According to Vancouver city councillor Brian Montague, “The stats tell us that harm reduction isn’t working.” In an interview, he calls decriminalization “a disaster” and proposes a policy shift that recognizes the connection between mental illness and addiction. The province, he says, needs “massive numbers of beds in treatment facilities that deal with both addictions and long-term mental health problems (plus) access to free counselling and housing.”

In fact, Montague’s wish is coming true — one province east, in Alberta. Since the United Conservative Party was elected in 2019, Alberta has been transforming its drug addiction policy away from harm reduction and towards publicly-funded treatment and recovery efforts.

Instead of offering safe-injection sites and free drugs, Alberta is building a network of 10 therapeutic communities across the province where patients can stay for up to a year, receiving therapy and medical treatment and developing skills that will enable them to build a life outside the drug culture. All for free. The province’s first two new recovery centres opened last year in Lethbridge and Red Deer. There are currently over 29,000 addiction treatment spaces in the province.

This treatment-based strategy is in large part the work of Marshall Smith, current chief of staff to Alberta’s premier and a former addict himself, whose life story is a testament to the importance of treatment and recovery.

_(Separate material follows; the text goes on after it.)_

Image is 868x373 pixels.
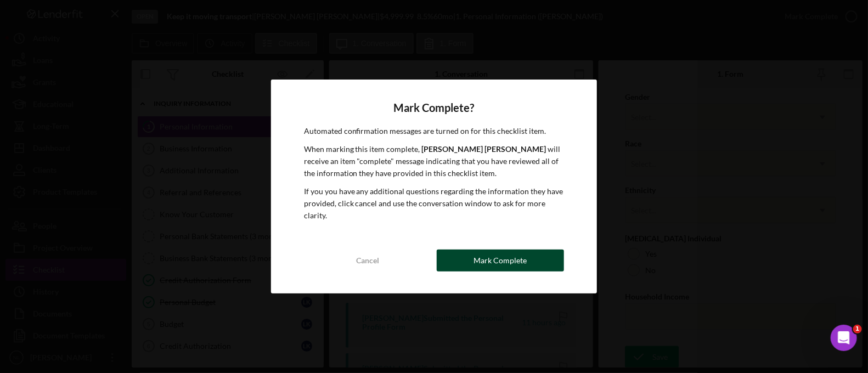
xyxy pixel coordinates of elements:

The sharply contrasting policies of B.C. and Alberta allow a comparison of what works and what doesn’t. A first, tentative report card on this natural experiment was produced last year in a study from Stanford University’s network on addiction policy (SNAP). Noting “a lack of policy innovation in B.C.,” where harm reduction has become the dominant policy approach, the report argues that in fact “Alberta is currently experiencing a reduction in key addiction-related harms.” But it concludes that “Canada overall, and B.C. in particular, is not yet showing the progress that the public and those impacted by drug addiction deserve.”

The report is admittedly an early analysis of these two contrasting approaches. Most of Alberta’s recovery homes are still under construction, and B.C.’s decriminalization policy is only a year old. And since the report was published, opioid death rates have inched higher in both provinces.

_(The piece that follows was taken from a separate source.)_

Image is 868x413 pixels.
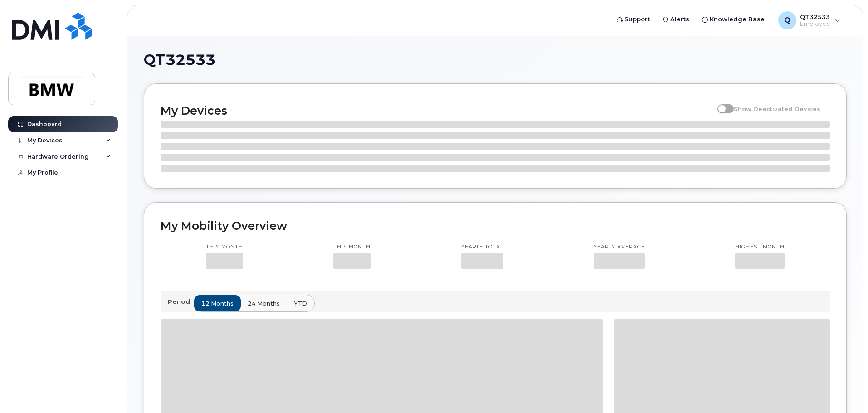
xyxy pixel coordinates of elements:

Still, the early returns do seem to favour Alberta’s approach. That should be regarded as good news. Society certainly has an obligation to try to help drug users. But that duty must involve more than offering addicts free drugs. Addicted people need treatment so they can kick their potentially deadly habit and go on to live healthy, meaningful lives. Dignity comes from a life of purpose and self-control, not a government-funded fix.

Susan Martinuk is a senior fellow at the Frontier Centre for Public Policy and author of the 2021 book Patients at Risk: Exposing Canada’s Health Care Crisis. A longer version of this article recently appeared at C2CJournal.ca.